AI’s Reality Check
- C.S. Krishnamurthy

- Dec 20, 2025
- 3 min read

It started with great excitement, the kind we have seen before whenever something new promises to change our lives. In tea shops, offices and online discussions, people spoke in awe about machines that could diagnose diseases, drive cars, analyse mountains of data, create art, write computer code and even talk back like humans. Companies rushed to show their Artificial Intelligence (AI) plans, investors poured in money, and share prices climbed rapidly, almost as if they could only go up.
Wall Street mirrored this optimism. US indices marched upward, powered by heavyweight technology names. Amazon, Microsoft, Nvidia, Meta and Tesla became shorthand for the future itself, while financial giants such as Visa and JP Morgan highlighted how deeply AI was penetrating payments, banking and risk management. The so-called ‘Magnificent Seven’ - Alphabet, Apple, Amazon, Meta, Microsoft, Nvidia and Tesla command a combined market capitalisation larger than the entire Chinese economy.
Then came the pause, stock prices corrected, funding became cautious. Soon, people started using a familiar word – ‘bubble.’ But before we rush to declare a crash and enjoy saying “we told you so,” it is worth pausing for a calmer look. What we may be seeing is not a collapse, but a sensible pause. In simple terms, it is the market taking a breath, separating big promises from practical progress.
Early euphoria
Every technological shift arrives wearing the borrowed clothes of history. The dot-com boom of the late 1990s promised a new economy and briefly delivered inflated valuations before crashing spectacularly. The housing bubble of the mid-2000s had wrapped excess in the comforting language of bricks and safety, only to expose the dangers of easy money.
Artificial intelligence, however, is a slightly different guest at the party. Unlike many dot.com firms that had websites but no revenues, AI already works. It translates languages, spots tumours, predicts supply chains, flags fraud and writes serviceable emails.
Markets, being emotional creatures, tend to price the distant future into the impatient present. In the last two years, expectations raced ahead of deployment. Every company presentation suddenly included an AI slide, often placed strategically between ‘vision’ and ‘growth.’ Investors rewarded ambition generously.
The recent cooling in US indices has been driven less by disappointment and more by arithmetic. Training large AI models is expensive. Chips are scarce and monetisation takes time. When quarterly numbers from even admired leaders such as Amazon, Microsoft or Tesla did not immediately match long-term storytelling, markets adjusted their spectacles.
This adjustment is being interpreted by some as a bubble deflating. Yet, corrections are the market’s way of asking better questions. Who will pay, how much, and for what exact value? These are not hostile queries. They are relevant ones.
History suggests bubbles burst when the core assumption proves false. The assumption behind AI - that intelligence can be automated in useful ways - has already been demonstrated. The uncertainty lies elsewhere: scale, costs and returns. How widely can AI be deployed? How quickly can expenses fall? Which sectors benefit first, and which resist longest?
The dot.com crash did not kill the internet. It killed weak business models. Amazon survived, pets.com did not. The housing crisis did not end home ownership. It exposed reckless lending. In hindsight, these episodes look less like endings and more like filters.
AI appears to be passing through a similar filter. Capital is becoming selective. Grand claims are being replaced by specific use cases. Instead of “AI will change everything,” the pitch is quietly shifting to “AI will reduce processing time by 25 pc”.
There is also a geographic angle. Much of the AI exuberance was priced in global markets, while adoption is unfolding unevenly. In countries like India, AI is less a luxury toy and more a productivity tool. Banks use it to detect fraud, farmers to forecast weather, startups to scale customer support.
Regulators, meanwhile, have entered the discussion - another sign of maturity. Debates around data use, bias and accountability are gaining momentum. Regulation is often dismissed as a drag on innovation, yet it can function as a steering wheel rather than a brake.
The real irony lies in our impatience. We demand revolutions to justify quarterly earnings and expect general intelligence to arrive by next Tuesday. When that fails to materialise, disappointment sets in. History tells a different story. Every transformative technology -electricity, automobiles, smartphones - passed through phases when investors doubted its economics and timing.
What we are seeing now is not a loud burst but a quiet recalibration. AI is shifting from promise to process. Labelling this phase an ‘AI bubble’ makes for catchy headlines but ignores nuance.
(The writer is a retired Bengaluru-based banker. Views personal.)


Task instructions: Determine how many lines of the entries include the word "expenditure", and report that number with no further text.

[Excerpts from a figure dataset]
========
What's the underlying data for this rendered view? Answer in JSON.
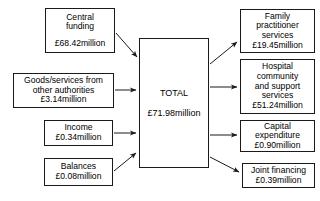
{
  "diagram": {
    "type": "flow-diagram",
    "currency_symbol": "£",
    "unit": "million",
    "line_color": "#1a1a1a",
    "background_color": "#ffffff",
    "inputs": [
      {
        "id": "central-funding",
        "lines": [
          "Central",
          "funding"
        ],
        "amount": "£68.42million",
        "value": 68.42
      },
      {
        "id": "goods-services",
        "lines": [
          "Goods/services from",
          "other authorities"
        ],
        "amount": "£3.14million",
        "value": 3.14
      },
      {
        "id": "income",
        "lines": [
          "Income"
        ],
        "amount": "£0.34million",
        "value": 0.34
      },
      {
        "id": "balances",
        "lines": [
          "Balances"
        ],
        "amount": "£0.08million",
        "value": 0.08
      }
    ],
    "total": {
      "id": "total",
      "label": "TOTAL",
      "amount": "£71.98million",
      "value": 71.98
    },
    "outputs": [
      {
        "id": "family-practitioner",
        "lines": [
          "Family",
          "practitioner",
          "services"
        ],
        "amount": "£19.45million",
        "value": 19.45
      },
      {
        "id": "hospital-community",
        "lines": [
          "Hospital",
          "community",
          "and support",
          "services"
        ],
        "amount": "£51.24million",
        "value": 51.24
      },
      {
        "id": "capital-expenditure",
        "lines": [
          "Capital",
          "expenditure"
        ],
        "amount": "£0.90million",
        "value": 0.9
      },
      {
        "id": "joint-financing",
        "lines": [
          "Joint financing"
        ],
        "amount": "£0.39million",
        "value": 0.39
      }
    ]
  }
}
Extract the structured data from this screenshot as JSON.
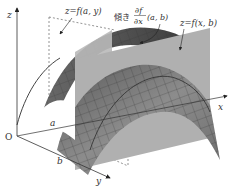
{
  "figure": {
    "axes": {
      "z_label": "z",
      "x_label": "x",
      "y_label": "y",
      "origin_label": "O"
    },
    "points": {
      "a_label": "a",
      "b_label": "b"
    },
    "annotations": {
      "curve_fay": "z=f(a, y)",
      "slope_prefix": "傾き",
      "slope_numerator": "∂f",
      "slope_denominator": "∂x",
      "slope_args": "(a, b)",
      "curve_fxb": "z=f(x, b)"
    },
    "colors": {
      "background": "#ffffff",
      "surface": "#8a8a8a",
      "surface_dark": "#5e5e5e",
      "surface_grid": "#3a3a3a",
      "plane": "#b4b4b4",
      "axis": "#333333",
      "dashed": "#666666"
    }
  }
}
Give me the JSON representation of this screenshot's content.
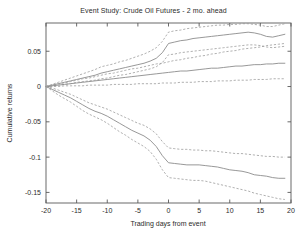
{
  "chart_data": {
    "type": "line",
    "title": "Event Study: Crude Oil Futures - 2 mo. ahead",
    "xlabel": "Trading days from event",
    "ylabel": "Cumulative returns",
    "xlim": [
      -20,
      20
    ],
    "ylim": [
      -0.165,
      0.09
    ],
    "grid": false,
    "legend": null,
    "xticks": [
      -20,
      -15,
      -10,
      -5,
      0,
      5,
      10,
      15,
      20
    ],
    "xticklabels": [
      "-20",
      "-15",
      "-10",
      "-5",
      "0",
      "5",
      "10",
      "15",
      "20"
    ],
    "yticks": [
      0.05,
      0,
      -0.05,
      -0.1,
      -0.15
    ],
    "yticklabels": [
      "0.05",
      "0",
      "-0.05",
      "-0.1",
      "-0.15"
    ],
    "x": [
      -20,
      -19,
      -18,
      -17,
      -16,
      -15,
      -14,
      -13,
      -12,
      -11,
      -10,
      -9,
      -8,
      -7,
      -6,
      -5,
      -4,
      -3,
      -2,
      -1,
      0,
      1,
      2,
      3,
      4,
      5,
      6,
      7,
      8,
      9,
      10,
      11,
      12,
      13,
      14,
      15,
      16,
      17,
      18,
      19
    ],
    "series": [
      {
        "name": "Positive event mean",
        "style": "solid",
        "values": [
          0.0,
          0.002,
          0.004,
          0.006,
          0.008,
          0.01,
          0.012,
          0.014,
          0.016,
          0.019,
          0.021,
          0.023,
          0.025,
          0.027,
          0.029,
          0.031,
          0.033,
          0.036,
          0.04,
          0.048,
          0.061,
          0.063,
          0.065,
          0.066,
          0.068,
          0.069,
          0.07,
          0.071,
          0.072,
          0.073,
          0.074,
          0.075,
          0.076,
          0.077,
          0.076,
          0.074,
          0.071,
          0.07,
          0.072,
          0.074
        ]
      },
      {
        "name": "Positive event upper band",
        "style": "dashed",
        "values": [
          0.0,
          0.003,
          0.006,
          0.009,
          0.012,
          0.015,
          0.018,
          0.021,
          0.024,
          0.028,
          0.03,
          0.032,
          0.035,
          0.037,
          0.04,
          0.043,
          0.046,
          0.05,
          0.055,
          0.064,
          0.077,
          0.079,
          0.08,
          0.082,
          0.083,
          0.084,
          0.085,
          0.086,
          0.087,
          0.087,
          0.088,
          0.088,
          0.089,
          0.089,
          0.088,
          0.087,
          0.085,
          0.085,
          0.087,
          0.089
        ]
      },
      {
        "name": "Positive event lower band",
        "style": "dashed",
        "values": [
          0.0,
          0.001,
          0.002,
          0.003,
          0.004,
          0.006,
          0.007,
          0.008,
          0.009,
          0.011,
          0.012,
          0.014,
          0.016,
          0.017,
          0.019,
          0.021,
          0.023,
          0.025,
          0.028,
          0.034,
          0.045,
          0.046,
          0.048,
          0.049,
          0.05,
          0.051,
          0.052,
          0.053,
          0.054,
          0.055,
          0.056,
          0.057,
          0.058,
          0.059,
          0.059,
          0.058,
          0.056,
          0.055,
          0.056,
          0.057
        ]
      },
      {
        "name": "No-event mean",
        "style": "solid",
        "values": [
          0.0,
          0.001,
          0.002,
          0.003,
          0.004,
          0.005,
          0.006,
          0.007,
          0.008,
          0.009,
          0.01,
          0.011,
          0.012,
          0.013,
          0.014,
          0.015,
          0.016,
          0.017,
          0.018,
          0.019,
          0.02,
          0.021,
          0.022,
          0.022,
          0.023,
          0.024,
          0.025,
          0.026,
          0.026,
          0.027,
          0.028,
          0.029,
          0.029,
          0.03,
          0.031,
          0.031,
          0.032,
          0.032,
          0.033,
          0.033
        ]
      },
      {
        "name": "No-event upper band",
        "style": "dashed",
        "values": [
          0.0,
          0.002,
          0.004,
          0.005,
          0.007,
          0.009,
          0.011,
          0.012,
          0.014,
          0.016,
          0.018,
          0.019,
          0.021,
          0.023,
          0.025,
          0.026,
          0.028,
          0.03,
          0.032,
          0.033,
          0.035,
          0.037,
          0.038,
          0.04,
          0.041,
          0.043,
          0.044,
          0.046,
          0.047,
          0.049,
          0.05,
          0.051,
          0.053,
          0.054,
          0.055,
          0.056,
          0.058,
          0.059,
          0.06,
          0.061
        ]
      },
      {
        "name": "No-event lower band",
        "style": "dashed",
        "values": [
          0.0,
          0.0,
          0.0,
          0.001,
          0.001,
          0.001,
          0.001,
          0.002,
          0.002,
          0.002,
          0.002,
          0.003,
          0.003,
          0.003,
          0.003,
          0.004,
          0.004,
          0.004,
          0.004,
          0.005,
          0.005,
          0.005,
          0.006,
          0.006,
          0.006,
          0.007,
          0.007,
          0.007,
          0.008,
          0.008,
          0.008,
          0.009,
          0.009,
          0.009,
          0.01,
          0.01,
          0.01,
          0.011,
          0.011,
          0.011
        ]
      },
      {
        "name": "Negative event mean",
        "style": "solid",
        "values": [
          0.0,
          -0.004,
          -0.008,
          -0.012,
          -0.016,
          -0.021,
          -0.026,
          -0.031,
          -0.035,
          -0.038,
          -0.042,
          -0.047,
          -0.052,
          -0.057,
          -0.062,
          -0.066,
          -0.07,
          -0.076,
          -0.085,
          -0.098,
          -0.108,
          -0.109,
          -0.11,
          -0.111,
          -0.111,
          -0.111,
          -0.112,
          -0.113,
          -0.114,
          -0.116,
          -0.118,
          -0.119,
          -0.12,
          -0.122,
          -0.125,
          -0.126,
          -0.127,
          -0.129,
          -0.13,
          -0.13
        ]
      },
      {
        "name": "Negative event upper band",
        "style": "dashed",
        "values": [
          0.0,
          -0.002,
          -0.005,
          -0.008,
          -0.011,
          -0.015,
          -0.019,
          -0.023,
          -0.026,
          -0.029,
          -0.032,
          -0.036,
          -0.04,
          -0.044,
          -0.048,
          -0.052,
          -0.055,
          -0.06,
          -0.067,
          -0.078,
          -0.087,
          -0.088,
          -0.089,
          -0.089,
          -0.09,
          -0.09,
          -0.091,
          -0.091,
          -0.092,
          -0.093,
          -0.094,
          -0.095,
          -0.095,
          -0.096,
          -0.097,
          -0.098,
          -0.099,
          -0.099,
          -0.1,
          -0.1
        ]
      },
      {
        "name": "Negative event lower band",
        "style": "dashed",
        "values": [
          0.0,
          -0.006,
          -0.012,
          -0.017,
          -0.022,
          -0.028,
          -0.034,
          -0.039,
          -0.043,
          -0.047,
          -0.052,
          -0.058,
          -0.064,
          -0.069,
          -0.075,
          -0.08,
          -0.085,
          -0.092,
          -0.103,
          -0.118,
          -0.129,
          -0.13,
          -0.131,
          -0.132,
          -0.133,
          -0.133,
          -0.134,
          -0.136,
          -0.138,
          -0.14,
          -0.142,
          -0.144,
          -0.146,
          -0.148,
          -0.151,
          -0.153,
          -0.155,
          -0.157,
          -0.159,
          -0.16
        ]
      }
    ]
  },
  "colors": {
    "axis": "#5a5a5a",
    "text": "#2b2b2b",
    "solid_line": "#8c8c8c",
    "dashed_line": "#9c9c9c",
    "background": "#ffffff"
  }
}
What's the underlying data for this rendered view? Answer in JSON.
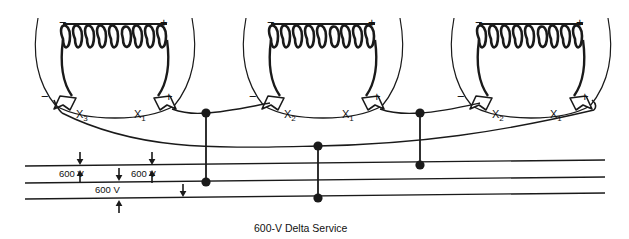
{
  "figure": {
    "caption": "600-V Delta Service",
    "type": "electrical-wiring-diagram",
    "line_color": "#1a1a1a",
    "background": "#ffffff"
  },
  "transformers": [
    {
      "index": 1,
      "left_polarity": "−",
      "right_polarity": "+",
      "lead_left_polarity": "−",
      "lead_right_polarity": "+",
      "terminal_left": "X",
      "terminal_left_sub": "3",
      "terminal_right": "X",
      "terminal_right_sub": "1"
    },
    {
      "index": 2,
      "left_polarity": "−",
      "right_polarity": "+",
      "lead_left_polarity": "−",
      "lead_right_polarity": "+",
      "terminal_left": "X",
      "terminal_left_sub": "2",
      "terminal_right": "X",
      "terminal_right_sub": "1"
    },
    {
      "index": 3,
      "left_polarity": "−",
      "right_polarity": "+",
      "lead_left_polarity": "−",
      "lead_right_polarity": "+",
      "terminal_left": "X",
      "terminal_left_sub": "2",
      "terminal_right": "X",
      "terminal_right_sub": "1"
    }
  ],
  "voltage_labels": [
    {
      "id": "v-left",
      "text": "600 V"
    },
    {
      "id": "v-right",
      "text": "600 V"
    },
    {
      "id": "v-bottom",
      "text": "600 V"
    }
  ],
  "bus_lines": [
    {
      "id": "bus-line-1",
      "name": "phase-a"
    },
    {
      "id": "bus-line-2",
      "name": "phase-b"
    },
    {
      "id": "bus-line-3",
      "name": "phase-c"
    }
  ]
}
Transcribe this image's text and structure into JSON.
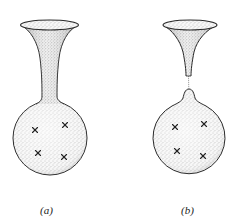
{
  "figure": {
    "panels": [
      {
        "id": "a",
        "label": "(a)",
        "description": "Funnel connected by continuous neck to spherical bulb",
        "marks": 4
      },
      {
        "id": "b",
        "label": "(b)",
        "description": "Funnel separated from bulb by thin pinched thread",
        "marks": 4
      }
    ],
    "colors": {
      "stroke": "#2a2a2a",
      "stipple": "#7a7a7a",
      "fill": "#f3f3f3"
    }
  }
}
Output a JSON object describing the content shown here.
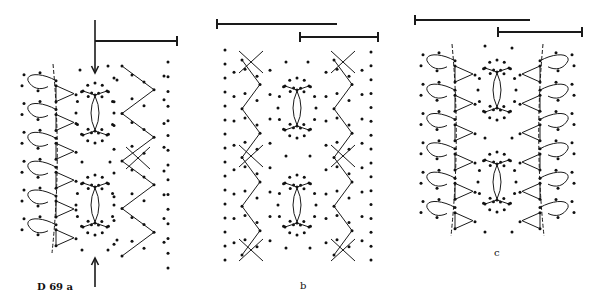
{
  "figure": {
    "colors": {
      "ink": "#111111",
      "background": "#ffffff"
    },
    "panels": [
      {
        "id": "a",
        "label": "D 69 a",
        "edge_left": "picot-footside",
        "edge_right": "torchon-zigzag",
        "has_arrows": true,
        "repeats": 2
      },
      {
        "id": "b",
        "label": "b",
        "edge_left": "torchon-zigzag",
        "edge_right": "torchon-zigzag",
        "has_arrows": false,
        "repeats": 2
      },
      {
        "id": "c",
        "label": "c",
        "edge_left": "picot-footside",
        "edge_right": "picot-footside",
        "has_arrows": false,
        "repeats": 2
      }
    ],
    "scale_bars": [
      {
        "panel": "a",
        "count": 1
      },
      {
        "panel": "b",
        "count": 2
      },
      {
        "panel": "c",
        "count": 2
      }
    ]
  }
}
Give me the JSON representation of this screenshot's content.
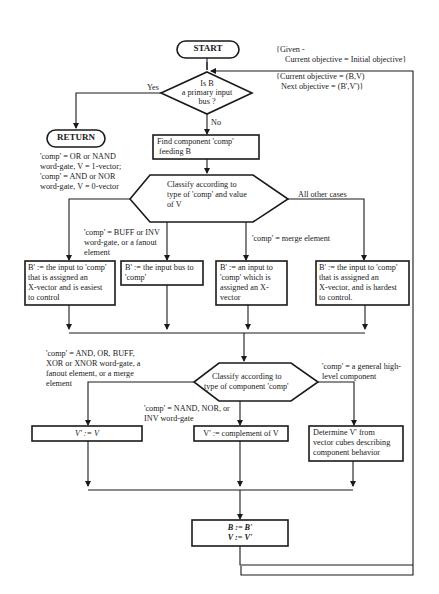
{
  "flowchart": {
    "start": "START",
    "return": "RETURN",
    "annotation_given": {
      "line1": "{Given -",
      "line2": "Current objective = Initial objective}"
    },
    "annotation_objective": {
      "line1": "{Current objective = (B,V)",
      "line2": "Next objective = (B',V')}"
    },
    "decision_primary_input": {
      "line1": "Is B",
      "line2": "a primary input",
      "line3": "bus ?"
    },
    "label_yes": "Yes",
    "label_no": "No",
    "find_component": {
      "line1": "Find  component 'comp'",
      "line2": "feeding B"
    },
    "classify1": {
      "line1": "Classify according to",
      "line2": "type of  'comp' and value",
      "line3": "of V"
    },
    "edge_or_nand": {
      "line1": "'comp' = OR  or NAND",
      "line2": "word-gate, V = 1-vector;",
      "line3": "'comp' = AND or NOR",
      "line4": "word-gate, V = 0-vector"
    },
    "edge_all_other": "All other cases",
    "edge_buff_inv": {
      "line1": "'comp' = BUFF or INV",
      "line2": "word-gate, or a fanout",
      "line3": "element"
    },
    "edge_merge": "'comp' = merge element",
    "box_easiest": {
      "line1": "B' := the input to 'comp'",
      "line2": "that is assigned an",
      "line3": "X-vector and is easiest",
      "line4": "to control"
    },
    "box_input_bus": {
      "line1": "B' := the input bus to",
      "line2": "'comp'"
    },
    "box_an_input": {
      "line1": "B' := an input to",
      "line2": "'comp' which is",
      "line3": "assigned an X-",
      "line4": "vector"
    },
    "box_hardest": {
      "line1": "B' := the input to 'comp'",
      "line2": "that is assigned an",
      "line3": "X-vector, and is hardest",
      "line4": "to control."
    },
    "edge_and_or_buff": {
      "line1": "'comp' = AND, OR, BUFF,",
      "line2": "XOR or XNOR word-gate, a",
      "line3": "fanout element, or a merge",
      "line4": "element"
    },
    "classify2": {
      "line1": "Classify according to",
      "line2": "type of component 'comp'"
    },
    "edge_general": {
      "line1": "'comp' = a general high-",
      "line2": "level component"
    },
    "edge_nand_nor_inv": {
      "line1": "'comp' = NAND, NOR, or",
      "line2": "INV word-gate"
    },
    "box_v_same": "V' := V",
    "box_v_complement": "V' := complement of V",
    "box_determine": {
      "line1": "Determine V' from",
      "line2": "vector cubes describing",
      "line3": "component behavior"
    },
    "box_assign": {
      "line1": "B := B'",
      "line2": "V := V'"
    }
  },
  "colors": {
    "line": "#1a1a1a",
    "background": "#ffffff"
  }
}
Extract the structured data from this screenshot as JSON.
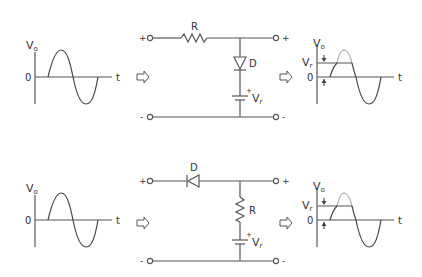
{
  "diagram": {
    "colors": {
      "line": "#555555",
      "wave": "#444444",
      "clipped_wave": "#9a9a9a",
      "background": "#ffffff"
    },
    "panels": [
      {
        "id": "shunt-clipper",
        "input_graph": {
          "y_label": "V",
          "y_sub": "o",
          "zero_label": "0",
          "x_label": "t"
        },
        "circuit": {
          "input_plus": "+",
          "input_minus": "-",
          "output_plus": "+",
          "output_minus": "-",
          "series_element": "R",
          "shunt_element": "D",
          "source_label": "V",
          "source_sub": "r",
          "source_plus": "+"
        },
        "output_graph": {
          "y_label": "V",
          "y_sub": "o",
          "ref_label": "V",
          "ref_sub": "r",
          "zero_label": "0",
          "x_label": "t"
        }
      },
      {
        "id": "series-clipper",
        "input_graph": {
          "y_label": "V",
          "y_sub": "o",
          "zero_label": "0",
          "x_label": "t"
        },
        "circuit": {
          "input_plus": "+",
          "input_minus": "-",
          "output_plus": "+",
          "output_minus": "-",
          "series_element": "D",
          "shunt_element": "R",
          "source_label": "V",
          "source_sub": "r",
          "source_plus": "+"
        },
        "output_graph": {
          "y_label": "V",
          "y_sub": "o",
          "ref_label": "V",
          "ref_sub": "r",
          "zero_label": "0",
          "x_label": "t"
        }
      }
    ],
    "arrows": [
      "input-to-circuit",
      "circuit-to-output"
    ]
  }
}
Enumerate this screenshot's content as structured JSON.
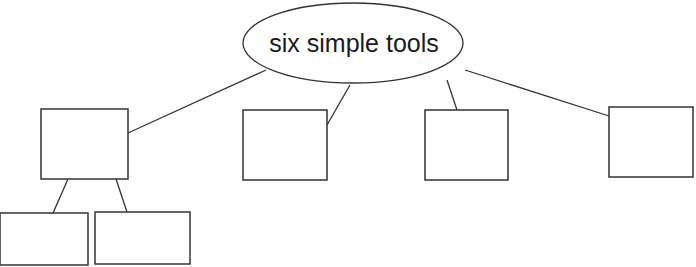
{
  "diagram": {
    "type": "tree",
    "root": {
      "label": "six simple tools"
    },
    "colors": {
      "stroke": "#333333",
      "fill": "#ffffff",
      "text": "#1a1a1a"
    },
    "nodes": [
      {
        "id": "box-1",
        "label": "",
        "children": [
          "box-1a",
          "box-1b"
        ]
      },
      {
        "id": "box-2",
        "label": ""
      },
      {
        "id": "box-3",
        "label": ""
      },
      {
        "id": "box-4",
        "label": ""
      },
      {
        "id": "box-1a",
        "label": ""
      },
      {
        "id": "box-1b",
        "label": ""
      }
    ]
  }
}
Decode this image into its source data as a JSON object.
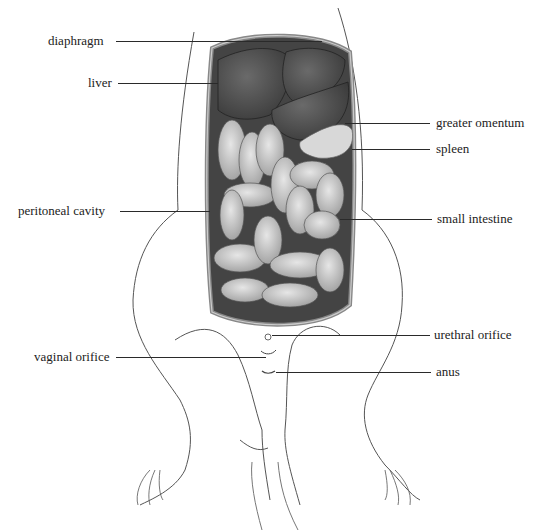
{
  "figure": {
    "labels": [
      {
        "id": "diaphragm",
        "text": "diaphragm",
        "side": "left"
      },
      {
        "id": "liver",
        "text": "liver",
        "side": "left"
      },
      {
        "id": "peritoneal_cavity",
        "text": "peritoneal cavity",
        "side": "left"
      },
      {
        "id": "vaginal_orifice",
        "text": "vaginal orifice",
        "side": "left"
      },
      {
        "id": "greater_omentum",
        "text": "greater omentum",
        "side": "right"
      },
      {
        "id": "spleen",
        "text": "spleen",
        "side": "right"
      },
      {
        "id": "small_intestine",
        "text": "small intestine",
        "side": "right"
      },
      {
        "id": "urethral_orifice",
        "text": "urethral orifice",
        "side": "right"
      },
      {
        "id": "anus",
        "text": "anus",
        "side": "right"
      }
    ]
  }
}
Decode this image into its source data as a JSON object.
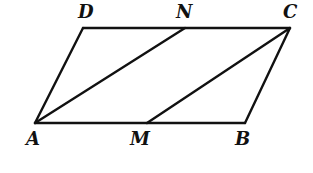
{
  "figure": {
    "type": "parallelogram-diagram",
    "stroke_color": "#111111",
    "points": {
      "A": {
        "label": "A",
        "x": 35,
        "y": 123
      },
      "B": {
        "label": "B",
        "x": 245,
        "y": 123
      },
      "C": {
        "label": "C",
        "x": 290,
        "y": 28
      },
      "D": {
        "label": "D",
        "x": 83,
        "y": 28
      },
      "M": {
        "label": "M",
        "x": 147,
        "y": 123
      },
      "N": {
        "label": "N",
        "x": 185,
        "y": 28
      }
    },
    "segments": [
      [
        "A",
        "B"
      ],
      [
        "B",
        "C"
      ],
      [
        "C",
        "D"
      ],
      [
        "D",
        "A"
      ],
      [
        "A",
        "N"
      ],
      [
        "M",
        "C"
      ]
    ]
  }
}
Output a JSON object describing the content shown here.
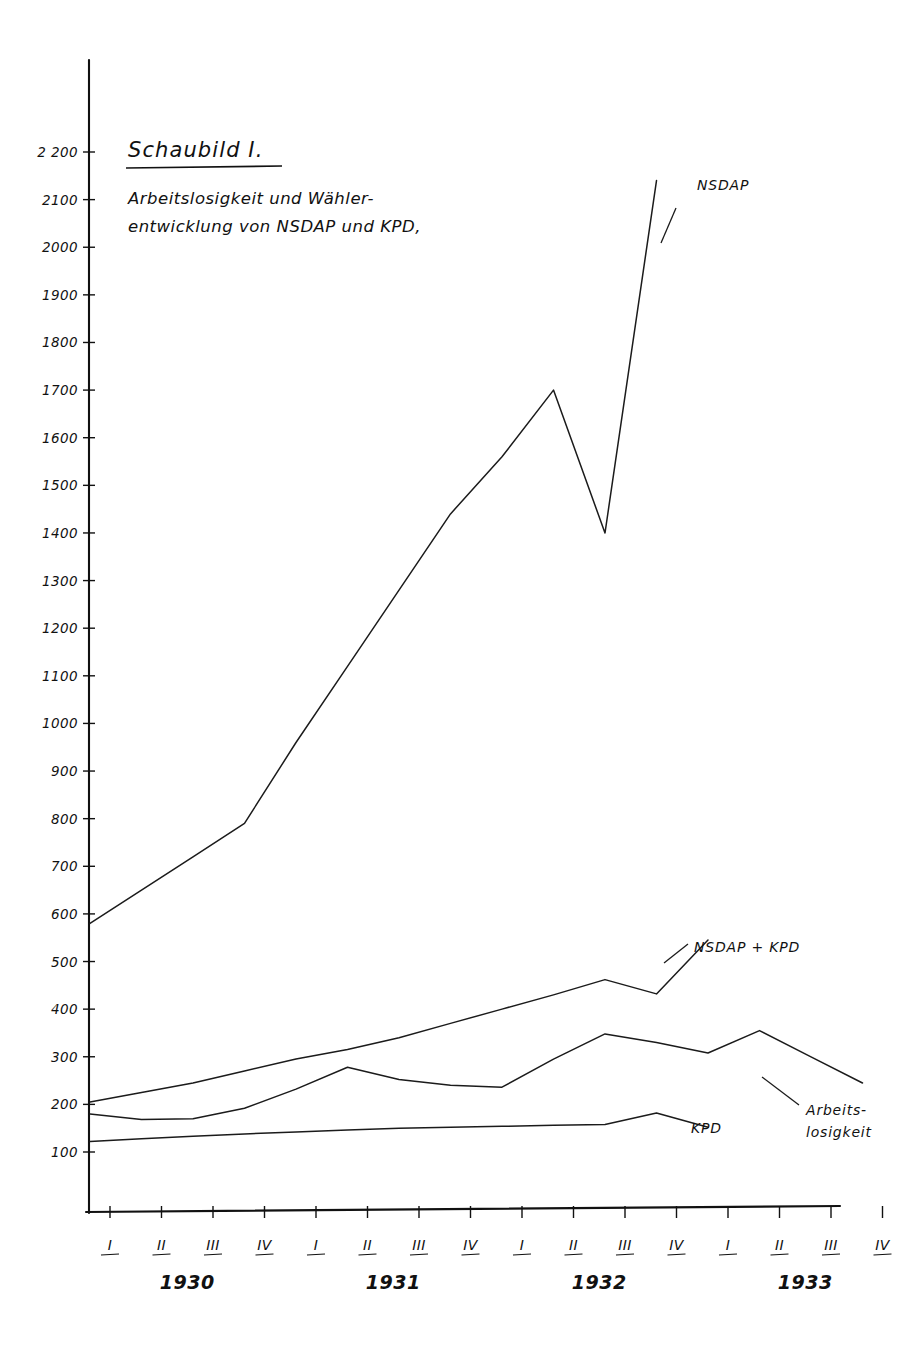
========
Problem solution: 2